### WORK ORDER:
Everything from the line with "Find the location" through the final line of the listing below must be retyped exactly, apart from the pictures.

### RECORDED DATA:
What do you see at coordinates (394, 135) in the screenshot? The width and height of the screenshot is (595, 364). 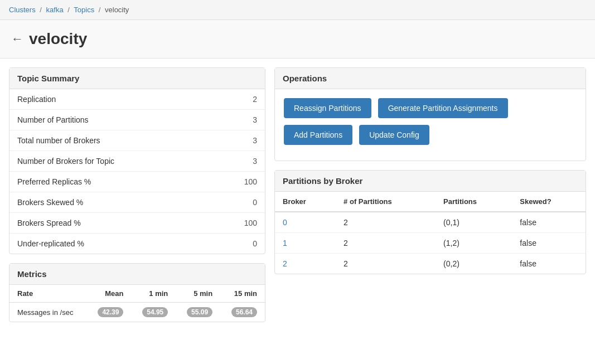 I see `update-config-button: Update Config` at bounding box center [394, 135].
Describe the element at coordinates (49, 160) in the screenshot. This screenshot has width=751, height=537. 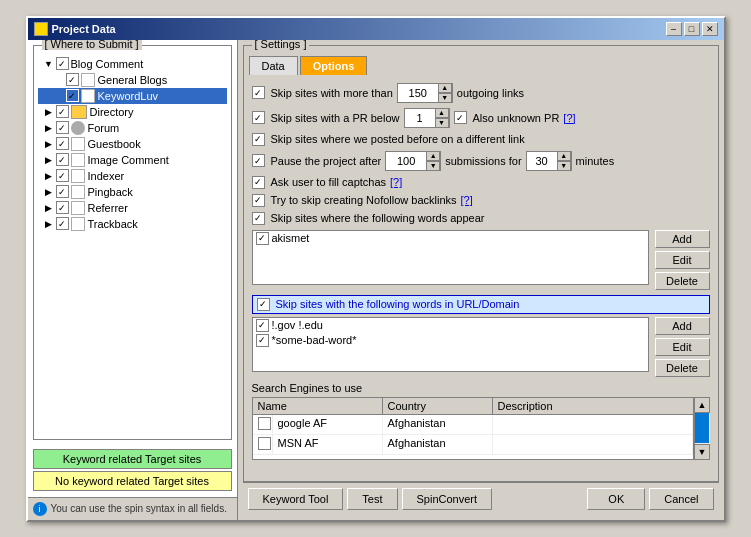
I see `toggle-image-comment: ▶` at that location.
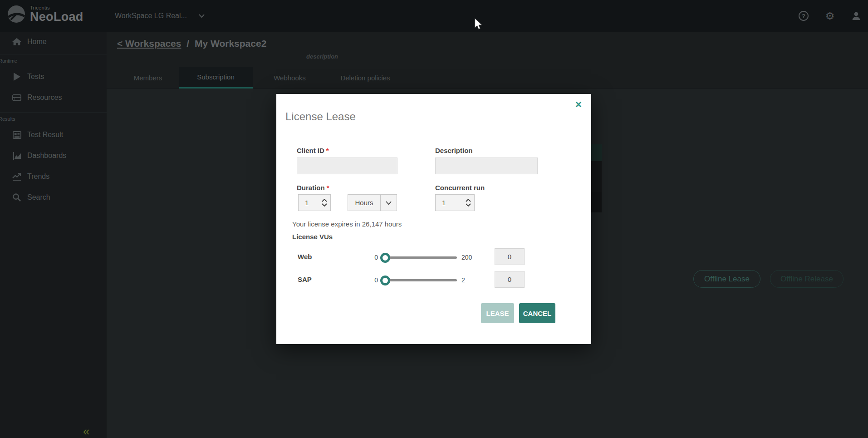 The width and height of the screenshot is (868, 438). What do you see at coordinates (537, 313) in the screenshot?
I see `cancel-button: CANCEL` at bounding box center [537, 313].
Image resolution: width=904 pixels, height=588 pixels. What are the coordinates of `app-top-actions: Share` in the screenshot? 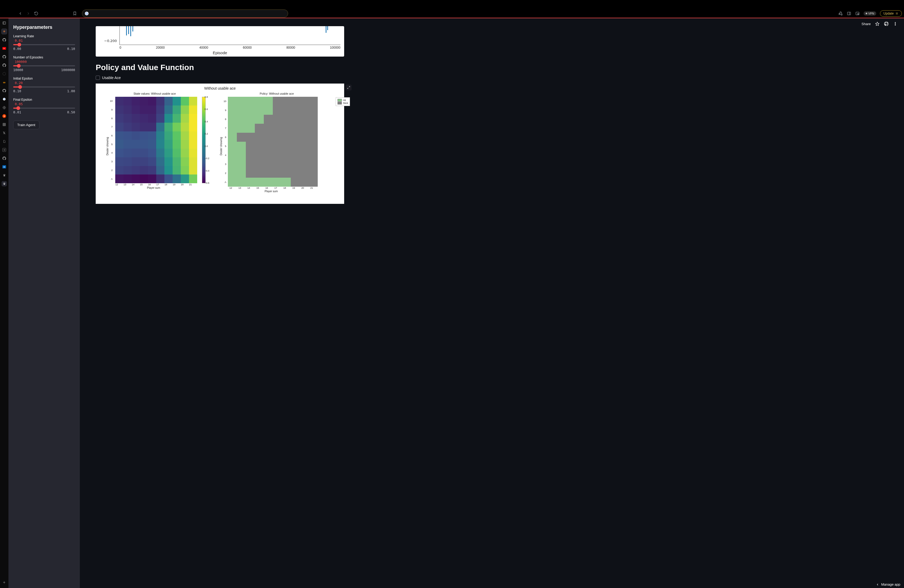 It's located at (880, 24).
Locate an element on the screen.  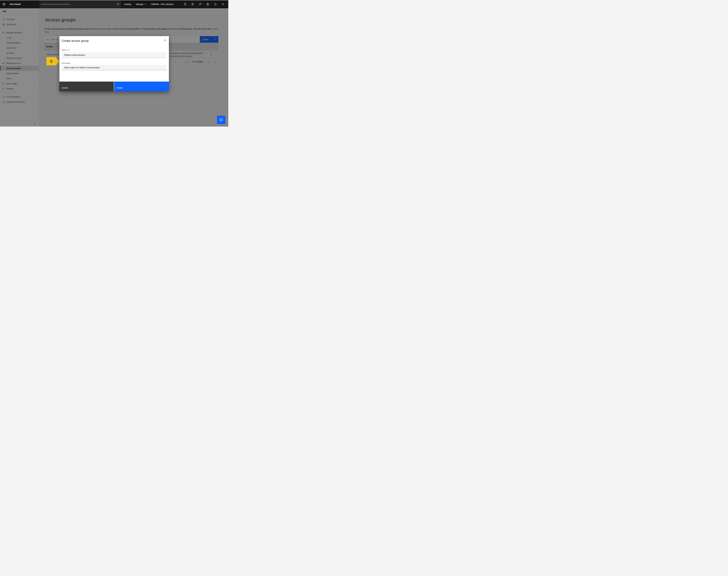
calculator-icon is located at coordinates (208, 4).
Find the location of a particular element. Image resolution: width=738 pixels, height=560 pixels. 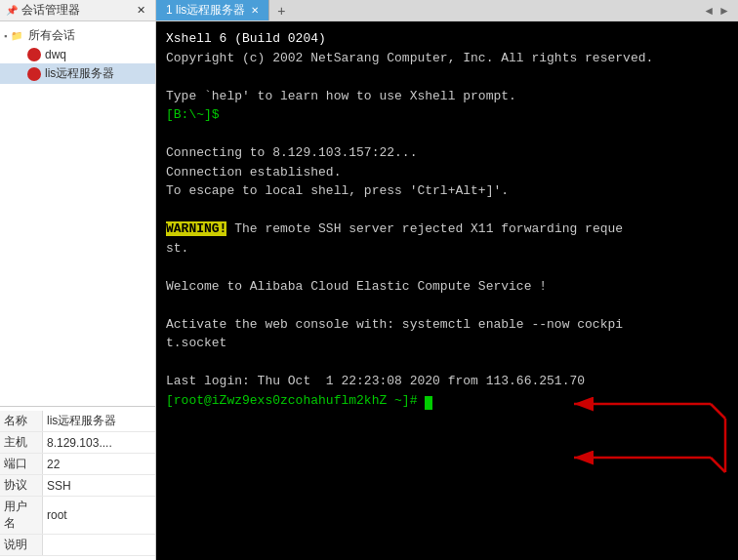

sidebar-root-item: ▪ 📁 所有会话 is located at coordinates (78, 35).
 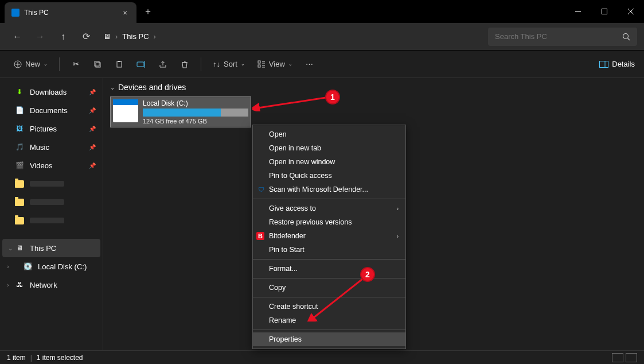 I want to click on maximize-button, so click(x=604, y=11).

### EXERCISE ANSWER:
Find the location of a particular element. Image resolution: width=738 pixels, height=560 pixels. 

sidebar-root-item: ▪ 📁 所有会话 is located at coordinates (78, 35).
  I want to click on maximize-button, so click(x=604, y=11).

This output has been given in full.